Just like how I was sexually assaulted by a lesbian with a sexual instrument was sexual assault and not rape since she did not have a penis (were rape in my opinion should be any forced sex encounters like Sweden).

So my rapist is not in fact a rapist because she is a she and cannot be a rapist under UK law due to lack of penis, yet i feel i was still raped.

tillytop · 13/09/2018 11:23

Schools dealt much better with child sexual exploration /inquisitiveness in the 70's and 80's. Dealt with sensibly, sensitively and quickly. I was horrified to find that in the 90's this had changed to a blame culture with everyone trying to wriggle out of responsibility rather than be sensible as before. Personally, I believe that led to what is happening now, where things are obviously much worse.

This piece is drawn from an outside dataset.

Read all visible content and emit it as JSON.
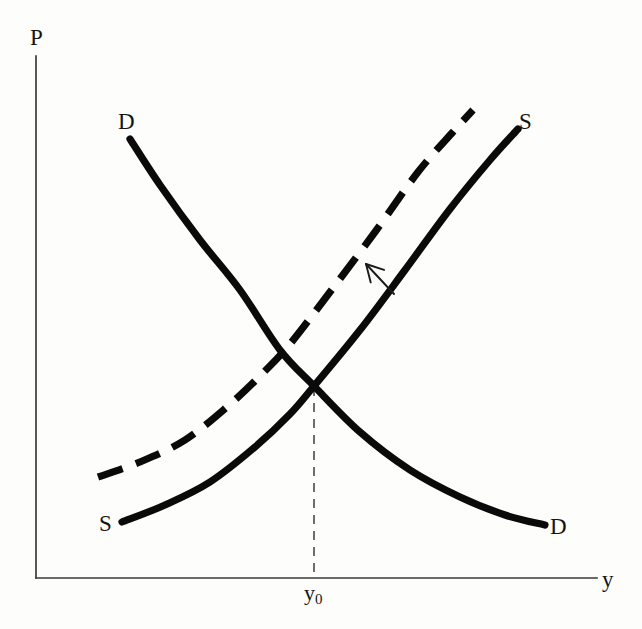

Gileswithachainsaw · 13/09/2018 11:24

How does this even happen in a primary school? I understand how it could happen in a secondary school as kids aren't constantly supervised there, but how can it happen in primary?

Because kids are far smarter than we give them credit for. They work out so quickly which tree staff can't see behind . That no one ever goes behind the bike racks . And because they know that Every one will care far more about the the girls pants on show than anything the boy can say or do.

arranfan · 13/09/2018 11:54

Sexual violence in schools is not a new phenomenon.

A local school made the newspapers in the 70s only when visiting inspectors witnessed sexual activity happening in the classroom during lessons. The school was so out of control that the teachers had given up attempting to intervene.

Parents reports of sexual assaults on their children were discounted and disregarded. It was dismissed with a "Boys will be boys" and, all too often, that the girls were responsible (it being a time when it was still legitimate to regard girls/women as the gateway to sin and immorality). It was only when the school inspectors confirmed the reports that it made the news.

Decades later and we're getting no better at acknowledging it, never mind addressing it.